Stevens determined to win Alaska drilling

After 25 years of campaigning to allow oil drilling in an Alaskan wildlife refuge, and years of being denied by Democrats, victory for Sen. Ted Stevens hinges on a procedural rule.

The Alaska Republican is determined that the Senate votes this year on his provision, which would allow drilling in the Arctic National Wildlife Refuge (ANWR).

"We're going to face up to ANWR either now, or Christmas Day, or New Year's Eve," Mr. Stevens said yesterday.

Senators will cast several key votes today, including on a $40 billion budget-trimming package and on a $453.5 billion defense bill.

Standing in the way of the defense bill is a Senate rule that, among other things, forbids House-Senate negotiators from inserting into a final bill a provision that wasn't in either of the original versions.

That is what happened when congressional negotiators -- at Mr. Stevens' insistence -- agreed to insert the ANWR provision into the defense bill, although it wasn't in either of the original House or Senate measures.

Both chambers approved ANWR in 1995, but it was vetoed by President Clinton. Since then, it has surfaced in Congress every few years, but has been unsuccessful, largely because Senate Democrats have fought it.
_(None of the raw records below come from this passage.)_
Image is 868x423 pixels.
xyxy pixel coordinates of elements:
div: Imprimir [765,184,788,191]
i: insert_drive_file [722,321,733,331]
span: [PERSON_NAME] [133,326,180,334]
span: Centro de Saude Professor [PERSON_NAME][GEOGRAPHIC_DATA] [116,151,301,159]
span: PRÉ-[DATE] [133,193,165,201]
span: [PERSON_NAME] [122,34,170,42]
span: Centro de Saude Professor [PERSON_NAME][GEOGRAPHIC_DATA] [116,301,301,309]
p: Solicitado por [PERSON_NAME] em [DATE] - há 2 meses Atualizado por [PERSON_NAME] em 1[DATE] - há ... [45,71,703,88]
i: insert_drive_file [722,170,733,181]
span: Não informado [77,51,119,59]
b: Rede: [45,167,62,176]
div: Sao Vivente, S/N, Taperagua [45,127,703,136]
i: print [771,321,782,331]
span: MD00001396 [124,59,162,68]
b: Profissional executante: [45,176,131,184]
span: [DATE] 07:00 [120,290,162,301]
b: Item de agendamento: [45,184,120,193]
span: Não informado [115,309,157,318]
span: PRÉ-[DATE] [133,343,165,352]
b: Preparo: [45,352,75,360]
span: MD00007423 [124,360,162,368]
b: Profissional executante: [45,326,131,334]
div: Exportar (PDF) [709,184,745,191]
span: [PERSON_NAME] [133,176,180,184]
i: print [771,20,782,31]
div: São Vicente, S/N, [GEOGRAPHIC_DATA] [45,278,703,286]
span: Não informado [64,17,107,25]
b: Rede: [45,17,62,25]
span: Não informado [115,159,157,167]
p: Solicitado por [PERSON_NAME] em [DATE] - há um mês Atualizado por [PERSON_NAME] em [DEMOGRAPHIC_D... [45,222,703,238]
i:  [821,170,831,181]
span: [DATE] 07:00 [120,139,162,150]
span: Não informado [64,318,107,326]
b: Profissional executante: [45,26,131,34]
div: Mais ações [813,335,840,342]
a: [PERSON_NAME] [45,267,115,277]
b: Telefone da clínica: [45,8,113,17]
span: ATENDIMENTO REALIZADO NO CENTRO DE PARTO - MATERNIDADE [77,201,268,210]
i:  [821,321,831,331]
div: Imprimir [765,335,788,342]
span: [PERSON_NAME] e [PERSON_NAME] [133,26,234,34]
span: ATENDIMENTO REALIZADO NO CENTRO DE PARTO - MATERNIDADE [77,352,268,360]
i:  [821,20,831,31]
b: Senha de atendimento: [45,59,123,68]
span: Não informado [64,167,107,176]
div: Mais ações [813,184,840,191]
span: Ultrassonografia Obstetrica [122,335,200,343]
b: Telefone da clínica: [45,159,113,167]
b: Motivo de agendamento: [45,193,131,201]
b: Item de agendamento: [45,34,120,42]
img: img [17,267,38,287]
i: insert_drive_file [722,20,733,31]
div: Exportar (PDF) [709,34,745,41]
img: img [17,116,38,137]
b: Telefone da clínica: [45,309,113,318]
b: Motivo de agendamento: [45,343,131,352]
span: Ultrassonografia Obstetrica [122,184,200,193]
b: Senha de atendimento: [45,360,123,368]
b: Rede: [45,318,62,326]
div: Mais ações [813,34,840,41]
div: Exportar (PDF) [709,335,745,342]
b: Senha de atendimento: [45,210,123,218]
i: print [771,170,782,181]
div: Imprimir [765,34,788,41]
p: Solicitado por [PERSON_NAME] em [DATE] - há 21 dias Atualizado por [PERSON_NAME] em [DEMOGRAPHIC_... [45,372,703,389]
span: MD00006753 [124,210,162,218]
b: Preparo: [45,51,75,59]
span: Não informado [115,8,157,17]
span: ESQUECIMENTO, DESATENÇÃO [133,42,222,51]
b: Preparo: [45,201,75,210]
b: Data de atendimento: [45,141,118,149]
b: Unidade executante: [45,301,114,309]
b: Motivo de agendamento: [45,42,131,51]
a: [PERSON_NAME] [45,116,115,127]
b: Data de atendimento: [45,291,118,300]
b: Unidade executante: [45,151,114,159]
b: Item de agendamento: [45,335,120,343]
President Bush supports the provision and campaigned for it during the 2004 election season.

This year, the Republican strategy was to include ANWR in the budget-trimming package, which is protected from filibuster. The Senate included ANWR in its version of the budget-trimming bill, at Mr. Stevens' insistence, but a group of more liberal House Republicans threatened to sink the final budget bill if ANWR was in it.

To free the budget bill, Mr. Stevens tagged ANWR to the defense-spending bill instead -- daring senators to vote against funding for the troops and arguing that ANWR is a matter of national defense, because it reduces dependence on foreign oil. The House passed both the defense-spending bill and the budget-trimming bill Monday before leaving town.

Angry Democrats say the effort to push ANWR through as part of the defense bill will break the rules and set a horrible precedent.

"It shows that ... if the rules are inconvenient, then just overrule them," said Senate Minority Leader Harry Reid, Nevada Democrat.

Mr. Stevens will have to overcome a Democratic filibuster threat today and then ask for a majority vote on whether the rules should allow the provision to remain in the bill.

He has employed several tactics to ensure that ANWR survives this battle. First, he linked it to other popular issues by stipulating in the defense bill that long-term ANWR revenues would go to help rebuild the shattered Gulf Coast and to help fund a low-income heating program.

Yesterday, he also reminded Democratic senators how many of them in the past asked him to add various pet items to spending bills when he chaired the Senate Appropriations Committee.

And fellow Republicans joined Mr. Stevens today in making the case that if the ANWR provision goes down, the entire defense-spending bill fails -- including $29 billion for hurricane victims and $3.8 billion to combat avian flu.